Tuesday, October 4, 2016
School Language Brokering
The arrival of the latest bulletin from Young Interpreters (see References [1]) is a reminder of the extent and vitality of language brokering (LB). It has news about culture brokering as well as language brokering.
It's in the nature of organising knowledge that as a field of study matures it sprouts subfields. This has happened abundantly in interpreting studies. Whereas 50 years ago it was rare to see more than the two terms interpreting and translating, today we recognise all the many subfields that were categorised in my paper All of Interpreting.[2] And now LB is a field where we can see it happening. In the beginning, some 20 years ago, for instance in the writings of Lucy Tse,[3] there was just LB. (I never liked the term, because brokering suggests negotiation and even a commercial activity, and LB is neither. Its competitor language mediation is not objectionable in this way. But LB, with 24,000 English Google mentions, is here to stay.)
Originally LB was conceived of as a behaviour of children in immigrant families in the USA, especially Hispanic families, who served as intermediaries with English speakers and with Anglophone communities. Then it was observed that there were also adolescents and even adults performing this function, so the children were distinguished by the term child language brokers (CLB), which is widely used today. So how about the older LB people? There should be a specific term for them too: adolescent and adult language brokers (ALB), but it hasn't emerged yet.
Then LB/CLB studies crossed the Atlantic and were brought to the UK by Nigel Hall of Manchester Metropolitan University, according to Rachele Antonini, the Italian pioneer of non-professional translation studies. (See the lively interview with her on YouTube and see also the recent post on this blog about child cultural brokers.)[4] On the eastern side of the pond, however, there has been more interest in LB in rhe school environment for communication between students and between students and staff or parents. The Young Interpreters movement is a prime example. There it has flourished enough to warrant another neologism: school language brokering (SLB).
Are there others? One which merits a term of its own is LB in the prison environment, a clear variant of ALB. Its prevalence has been shown in the studies by Aida Martínez Gómez and Linda Rossato [enter prison in the Search box on the right].
Meanwhile we still need unqualified LB as a cover term for CLB, ALB and all the other subtypes present and future. For there will surely be more. For instancw I'm waiting for studies of migrant language brokering or refugee language brokering.
References
[1] Astrid Dinneen (ed.) Young Interpreters Newsletter. Issue 25. Basingstoke: Hampshire EMTAS, September 2016. Click [here] or go to https://groups.google.com/forum/#!topic/eal-bilingual/BOlTDfibw38.
[2] Brian Harris. All of Interpreting: a Taxonomic Survey. Click [here] or go to https://independent.academia.edu/BHARRIS.
[3] Lucy Tse (University of Southern California). Language brokering among Latino adolescents: prevalence, attitudes, and school performance. Hispanic Journal of Behavioral Sciences, vol. 17, no. 2, pp. 180-193, 1995. For an abstract of this influential article, click [here] or go to http://hjb.sagepub.com/content/17/2/180.abstract.
[4] Rachele Antonini. Child Language Brokering. YouTube, 2015. click [here] or go to https://www.youtube.com/watch?v=ye6ik8IOTlo.
This article is quite interesting and I am looking forward to reading more of your posts. Thanks for sharing this article with us.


Exercise brief: Count the lines in the following data that include "pixels". Please write only the number.
+ + + +
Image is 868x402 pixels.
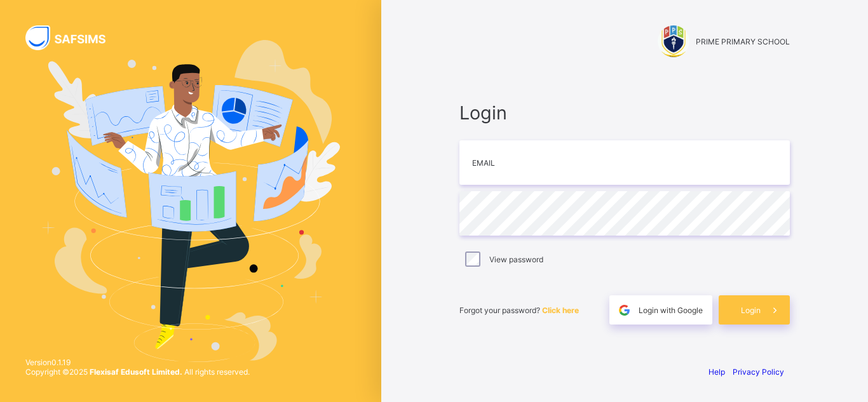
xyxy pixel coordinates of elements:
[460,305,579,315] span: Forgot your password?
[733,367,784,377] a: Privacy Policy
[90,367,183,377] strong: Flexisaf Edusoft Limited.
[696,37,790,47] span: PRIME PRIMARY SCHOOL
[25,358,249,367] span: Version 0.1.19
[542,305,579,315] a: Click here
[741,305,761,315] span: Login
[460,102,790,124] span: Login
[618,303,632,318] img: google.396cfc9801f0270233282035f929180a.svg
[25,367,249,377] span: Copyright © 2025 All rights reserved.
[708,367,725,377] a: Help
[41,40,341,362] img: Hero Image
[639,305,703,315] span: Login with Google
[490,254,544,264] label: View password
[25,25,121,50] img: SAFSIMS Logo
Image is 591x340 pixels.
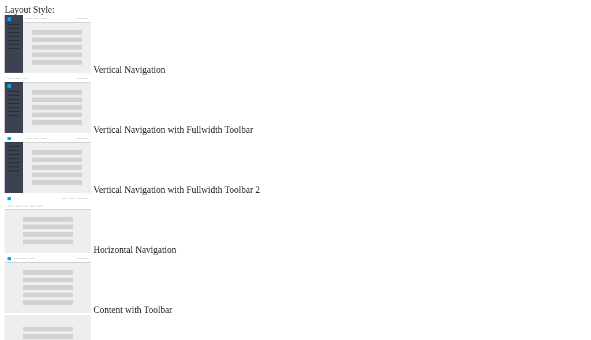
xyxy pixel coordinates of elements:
+ + + +
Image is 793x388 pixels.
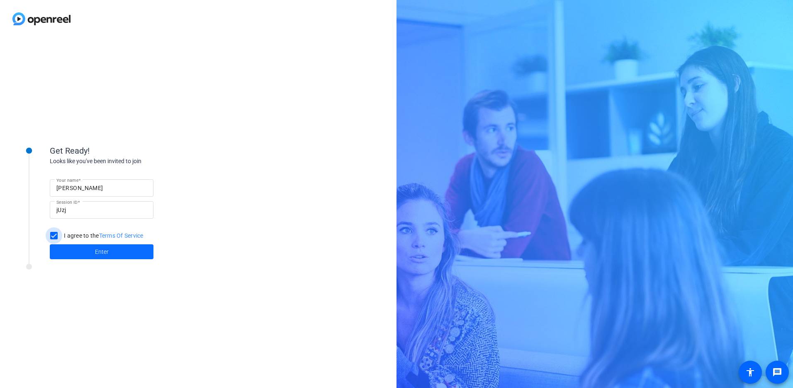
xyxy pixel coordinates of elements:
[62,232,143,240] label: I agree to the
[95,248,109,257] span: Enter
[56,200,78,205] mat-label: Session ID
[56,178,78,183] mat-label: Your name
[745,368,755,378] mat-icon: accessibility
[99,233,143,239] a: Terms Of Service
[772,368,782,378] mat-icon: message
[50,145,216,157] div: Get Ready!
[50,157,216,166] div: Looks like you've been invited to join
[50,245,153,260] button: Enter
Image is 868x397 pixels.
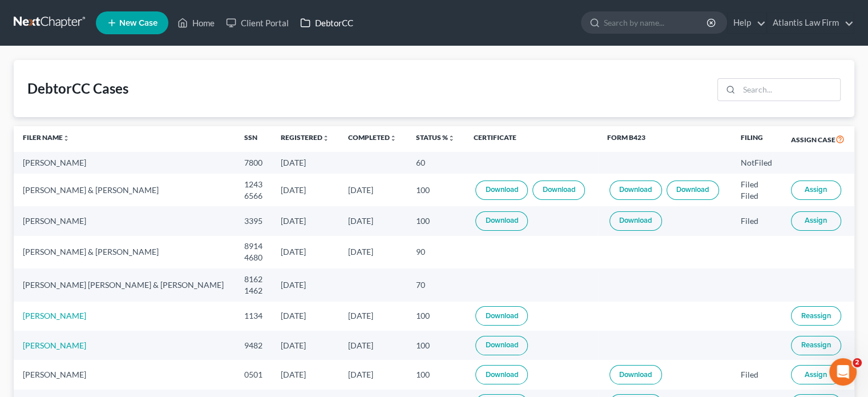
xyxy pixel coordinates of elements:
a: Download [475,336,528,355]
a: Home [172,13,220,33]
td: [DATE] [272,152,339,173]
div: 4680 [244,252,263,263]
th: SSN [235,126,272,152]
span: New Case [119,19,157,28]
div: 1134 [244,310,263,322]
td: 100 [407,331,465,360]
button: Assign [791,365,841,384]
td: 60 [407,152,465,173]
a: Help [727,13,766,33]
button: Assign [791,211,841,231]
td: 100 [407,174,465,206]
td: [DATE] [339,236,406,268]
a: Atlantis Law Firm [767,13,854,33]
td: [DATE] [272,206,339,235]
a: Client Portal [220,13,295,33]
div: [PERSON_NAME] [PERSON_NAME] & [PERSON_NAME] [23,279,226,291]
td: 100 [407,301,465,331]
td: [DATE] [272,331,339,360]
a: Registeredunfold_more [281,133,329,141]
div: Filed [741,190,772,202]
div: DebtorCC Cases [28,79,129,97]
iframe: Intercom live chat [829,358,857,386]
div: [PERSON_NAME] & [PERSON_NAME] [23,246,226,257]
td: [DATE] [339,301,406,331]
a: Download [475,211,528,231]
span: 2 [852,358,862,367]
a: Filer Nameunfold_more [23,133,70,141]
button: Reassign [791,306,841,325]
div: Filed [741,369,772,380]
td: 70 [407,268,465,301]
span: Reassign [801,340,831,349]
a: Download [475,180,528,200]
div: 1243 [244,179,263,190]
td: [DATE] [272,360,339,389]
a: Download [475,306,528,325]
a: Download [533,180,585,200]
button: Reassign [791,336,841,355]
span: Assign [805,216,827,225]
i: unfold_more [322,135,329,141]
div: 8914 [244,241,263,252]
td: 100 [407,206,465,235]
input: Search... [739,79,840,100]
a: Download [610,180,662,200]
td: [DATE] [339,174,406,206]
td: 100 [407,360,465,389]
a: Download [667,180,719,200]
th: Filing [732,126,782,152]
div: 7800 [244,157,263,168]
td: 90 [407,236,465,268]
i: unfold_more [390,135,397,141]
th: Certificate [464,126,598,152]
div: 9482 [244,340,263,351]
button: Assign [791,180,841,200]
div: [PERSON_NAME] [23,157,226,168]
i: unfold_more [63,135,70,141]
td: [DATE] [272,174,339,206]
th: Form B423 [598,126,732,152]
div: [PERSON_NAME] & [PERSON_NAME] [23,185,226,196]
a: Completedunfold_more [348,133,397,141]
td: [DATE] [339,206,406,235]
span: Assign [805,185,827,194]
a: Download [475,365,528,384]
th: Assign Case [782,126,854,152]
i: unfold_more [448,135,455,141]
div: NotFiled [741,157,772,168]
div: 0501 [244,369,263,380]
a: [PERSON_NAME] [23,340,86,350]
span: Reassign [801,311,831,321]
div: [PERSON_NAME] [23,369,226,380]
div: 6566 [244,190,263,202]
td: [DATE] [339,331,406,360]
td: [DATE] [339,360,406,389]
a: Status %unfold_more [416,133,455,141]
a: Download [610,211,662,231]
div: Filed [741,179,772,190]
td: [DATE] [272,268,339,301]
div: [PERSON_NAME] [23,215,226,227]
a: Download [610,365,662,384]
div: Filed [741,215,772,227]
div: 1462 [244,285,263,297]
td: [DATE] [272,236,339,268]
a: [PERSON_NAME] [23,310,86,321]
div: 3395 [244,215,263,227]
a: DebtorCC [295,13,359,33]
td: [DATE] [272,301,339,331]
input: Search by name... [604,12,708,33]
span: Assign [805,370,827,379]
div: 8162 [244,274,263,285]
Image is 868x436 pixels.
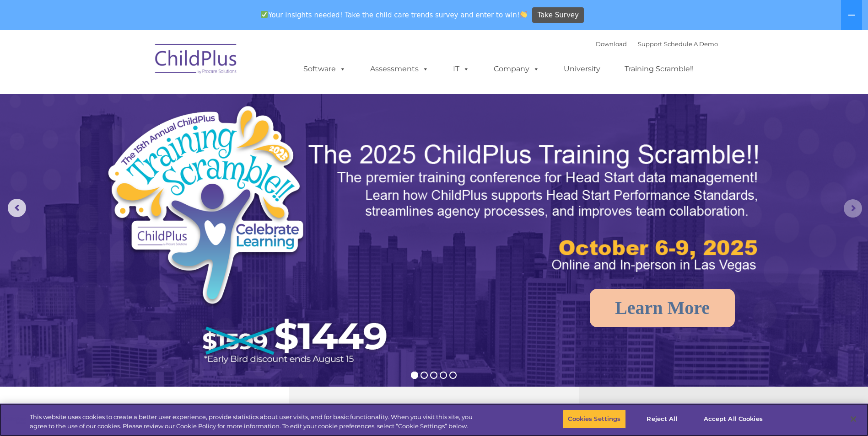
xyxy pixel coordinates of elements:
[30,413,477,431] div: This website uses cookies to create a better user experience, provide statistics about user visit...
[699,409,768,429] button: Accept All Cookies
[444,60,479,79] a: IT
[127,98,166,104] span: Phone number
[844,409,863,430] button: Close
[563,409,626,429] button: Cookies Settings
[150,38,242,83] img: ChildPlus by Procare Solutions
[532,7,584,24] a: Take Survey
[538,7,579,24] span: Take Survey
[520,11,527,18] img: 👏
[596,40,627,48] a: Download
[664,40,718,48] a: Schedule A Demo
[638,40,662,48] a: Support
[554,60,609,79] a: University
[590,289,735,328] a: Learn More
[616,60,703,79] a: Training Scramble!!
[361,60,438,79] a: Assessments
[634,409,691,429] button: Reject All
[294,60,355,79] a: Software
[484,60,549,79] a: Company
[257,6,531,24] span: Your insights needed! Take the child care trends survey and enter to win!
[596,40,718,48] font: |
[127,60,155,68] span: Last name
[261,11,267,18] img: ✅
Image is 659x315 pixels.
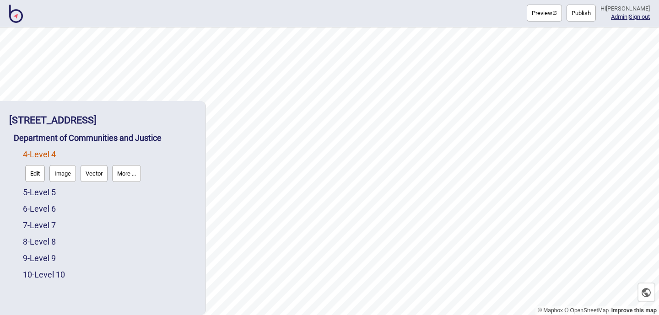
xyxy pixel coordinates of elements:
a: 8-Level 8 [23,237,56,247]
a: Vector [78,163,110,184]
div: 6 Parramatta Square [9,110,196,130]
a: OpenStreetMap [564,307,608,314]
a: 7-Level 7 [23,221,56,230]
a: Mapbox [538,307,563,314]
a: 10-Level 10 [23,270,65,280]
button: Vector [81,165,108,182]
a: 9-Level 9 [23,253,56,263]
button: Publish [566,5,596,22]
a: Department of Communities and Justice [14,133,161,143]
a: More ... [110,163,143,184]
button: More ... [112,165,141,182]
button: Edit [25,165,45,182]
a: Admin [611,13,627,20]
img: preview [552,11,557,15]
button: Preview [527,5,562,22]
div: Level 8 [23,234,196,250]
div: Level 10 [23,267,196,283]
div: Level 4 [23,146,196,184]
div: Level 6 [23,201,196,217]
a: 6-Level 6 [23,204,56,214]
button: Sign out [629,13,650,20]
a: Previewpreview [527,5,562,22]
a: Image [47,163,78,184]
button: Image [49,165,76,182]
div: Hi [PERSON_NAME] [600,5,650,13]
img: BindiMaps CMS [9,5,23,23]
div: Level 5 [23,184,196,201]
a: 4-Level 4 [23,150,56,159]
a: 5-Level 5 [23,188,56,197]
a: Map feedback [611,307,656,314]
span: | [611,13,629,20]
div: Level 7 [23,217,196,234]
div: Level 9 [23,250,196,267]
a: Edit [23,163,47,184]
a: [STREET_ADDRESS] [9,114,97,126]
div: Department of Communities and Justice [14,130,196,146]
+ + + +
Solution to this problem: 6